Mujeres Latinas Digital Collection
URL: http://digital.lib.uiowa.edu/cdm4/index_latinas.php?CISOROOT=/latinas
This project by the Iowa Women's Archives provides oral histories, clippings, postcards, text, and photographs related to the history of Latinas in Iowa, providing interesting possibilities for comparison and contrast with Maria de la Luz Ibarra's treatment of Mexican migrant domestic workers in Santa Barbara.
Making Face, Making Soul...
URL: http://www.chicanas.com/
This site contains numerous resources for Chicana history, including biographies, cultural resources, literature and poetry. It offers an excellent complement to the essay by Ibarra.
Documents from the Women’s Liberation Movement
URL: http://scriptorium.lib.duke.edu/wlm/
The guide to this online collection describes it well: “The materials in this on-line archival collection document various aspects of the Women’s Liberation Movement in the United States, and focus specifically on the radical origins of this movement during the late 1960s and early 1970s. Items range from radical theoretical writings to humorous plays to the minutes of an actual grassroots group.” Coupled with Cynthia Harrison’s treatment of the origins of NOW in her article, “A New Women’s Movement: The Emergence of the National Organization for Women,” these documents will help readers understand the rebirth of feminism in the 1960s and 1970s.
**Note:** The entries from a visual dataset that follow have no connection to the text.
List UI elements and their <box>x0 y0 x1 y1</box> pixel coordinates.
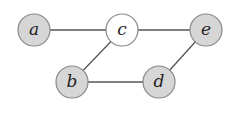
node-d: d <box>143 66 175 98</box>
node-b: b <box>56 66 88 98</box>
node-c: c <box>106 14 138 46</box>
graph-diagram: acebd <box>0 0 233 113</box>
node-a: a <box>18 14 50 46</box>
node-label: a <box>29 19 39 39</box>
node-e: e <box>190 14 222 46</box>
node-label: d <box>154 71 165 91</box>
node-label: c <box>117 19 127 39</box>
node-label: b <box>67 71 78 91</box>
nodes: acebd <box>18 14 222 98</box>
node-label: e <box>201 19 211 39</box>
The 1977 Houston National Women's Conference
URL: http://womhist.alexanderstreet.com/dp59/intro.htm
The National Women's Conference at Houston in November 1977 marked a high point in the influence of second-wave feminist ideas on policy formulation. This document project presents audio selections from speeches at the conference, transcripts of speeches, the conference program, newspapers published during the conference, all the individual planks considered at Houston, and follow-up evaluations of progress on those planks in 1988 and 1997.